One more example from the tech world before I jump to the political world. Elon Musk is all over the place. He manipulated the crypto market with his cryptic tweets about Dogecoin. He spits out ridiculous things all day long and sometimes late at night because his mindset is that I own Twitter and I can say whatever I want and I do not care.
The power systems around the world operate in the same way. Khashoggi was slaughtered. India went to kill a dissident on Canadian soil. A good part of the Indian diaspora in the United States are some of the most bizarre lunatics mankind has seen. Israel slaughtered countless civilians, attacked Iran, Syria, Lebanon and others.
The unconditional support given to Israel despite the slaughter of innocent children is sending a strong message to Israel of the unwavering American support but even a stronger message is sent to the world that the most powerful in the world do not care about the plight of the weak and poor, especially those whose miseries are caused by those very powerful people.
Al Qaeda was created by Dr Abdullah Azzam for the sake of educating the Muslims. But it was taken over by Osama Bin Laden for the purpose of violent Jihad with the help and support of the CIA. It all happened in Peshawar, not too far from where I went to get my graduate degree.

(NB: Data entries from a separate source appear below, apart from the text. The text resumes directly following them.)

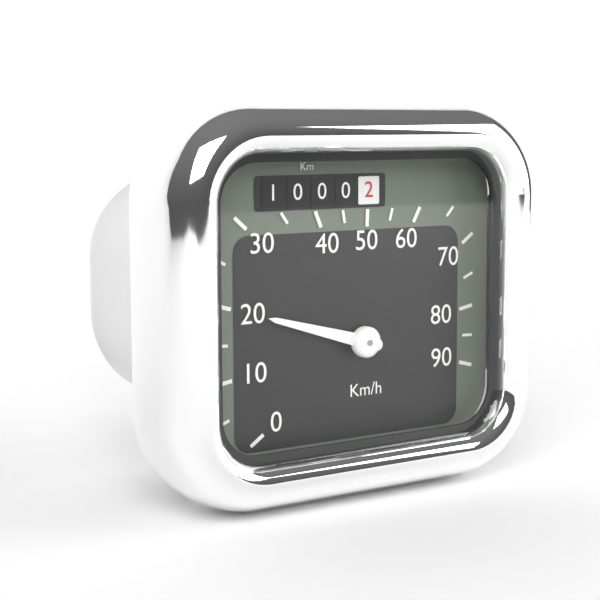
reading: 20 km/h
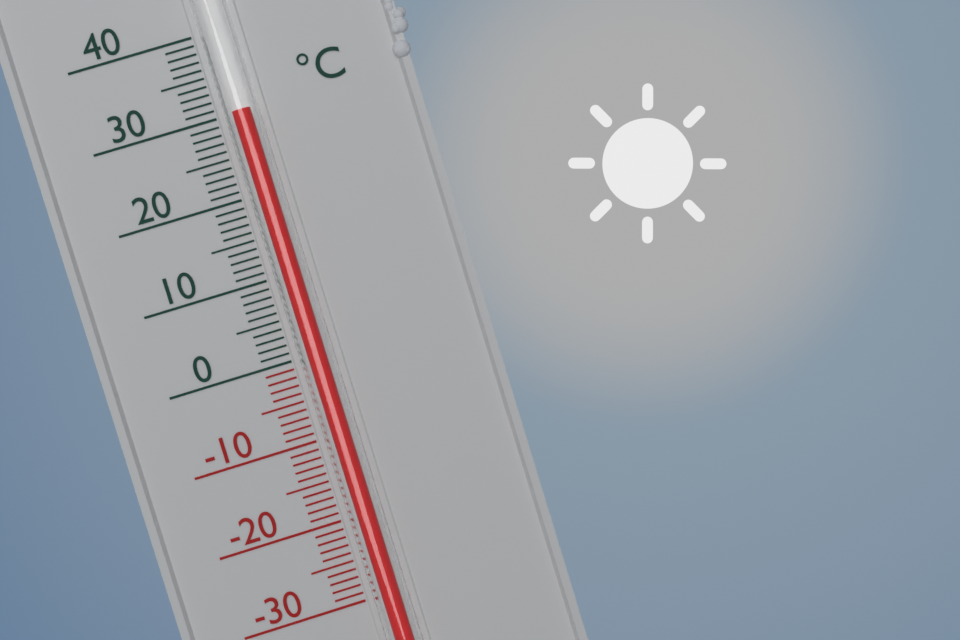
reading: 30 °C
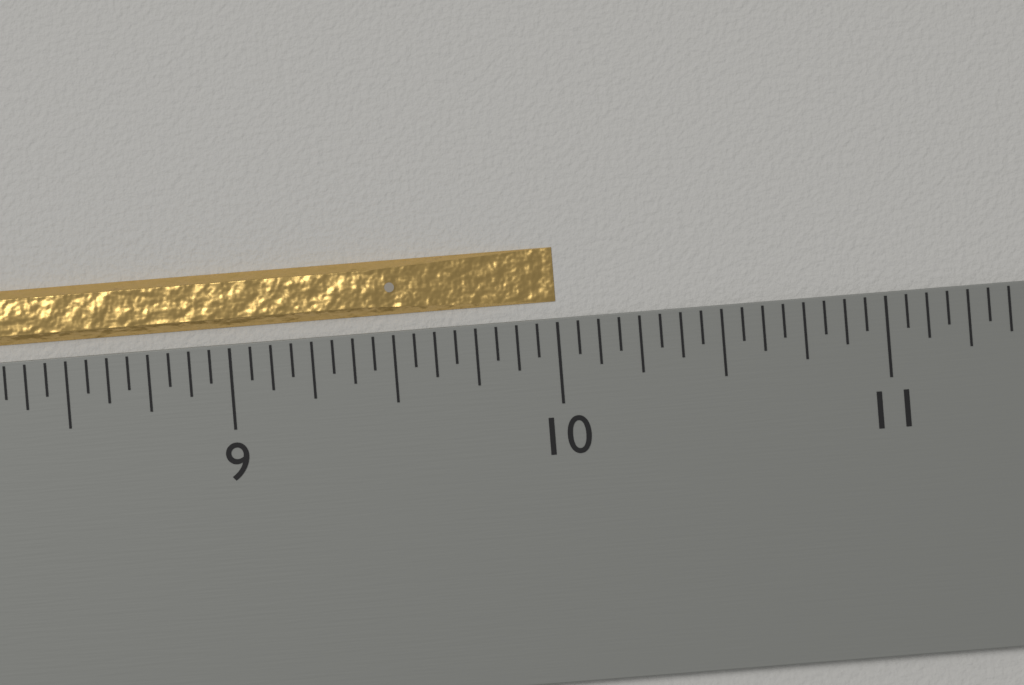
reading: 10.0000 inch
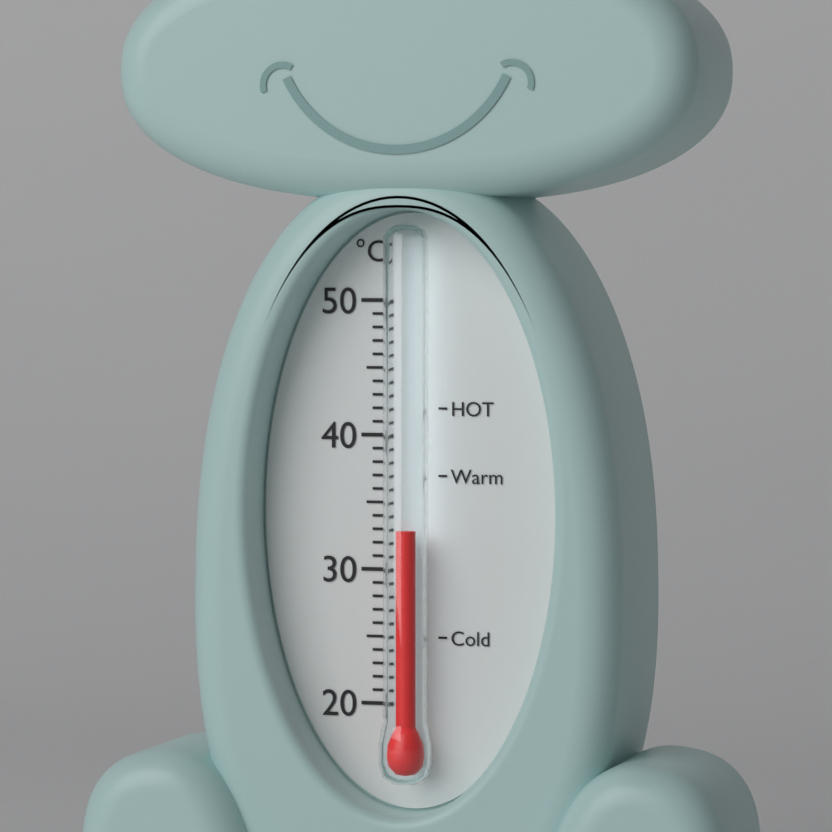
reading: 33 °C
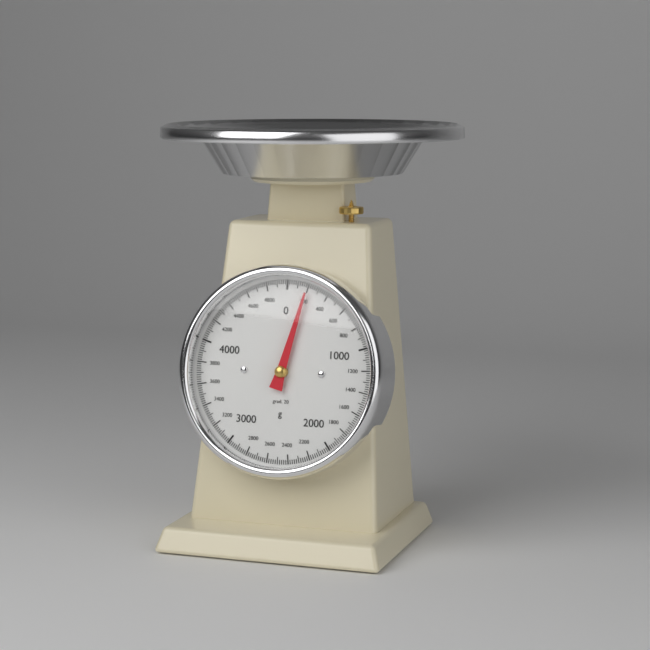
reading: 200 g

Al Qaeda became anti-US and declared a violent Jihad against America after the events in the 90s but it became successful in its recruitment because of the humiliation and alienation felt by young Muslims due to the American foreign policy especially in the Middle East. More precisely, the blind American support given to Israel.
That feeling of humiliation and alienation is not only more vivid today, the more important aspect of it is that it is felt more today due to the fact that we live in the age of social media. News gets seeped through social media even when the gatekeepers at the major news outlets do not cover it. People used to feel humiliated by the governments.
Today, they are feeling humiliated by the people. Most people do not believe that it is Netanyahu’s fault that Gaza’s children are massacred. They have seen the images of Israeli society putting their signatures over the missiles that flatten Gaza. They see through social media how a large chunk of the American people are anti-immigration and lend their voice to such policies that Trump wants to enact. It is no more between people of one nation versus the government of another.
The conflict is morphing into people versus people. This is the most democratic wave of conflict and the irony is that it’s happening in the age defined by the erosion of democracy.
When societies around the world see that power acts with impunity, then the most organic last resort is acts of terrorism. The Oklahoma bombing, the flying of the plane in the IRS building in Texas, USS Cole attack of 2000 off of the coast of Yemen, the attacks before that in Tanzania and Saudi Arabia, and then the 9/11 attacks had only one thing in common: the use of violence to fight against a power system, which they believed was acting with impunity and which did not care about the weak and the poor.
Acts of terror are blowback. I wouldn’t be surprised at the next phase of such blowback attacks and for them to be more violent. People focused too much on the effect after 9/11 attacks. I am highlighting the causes of the potential effects in future.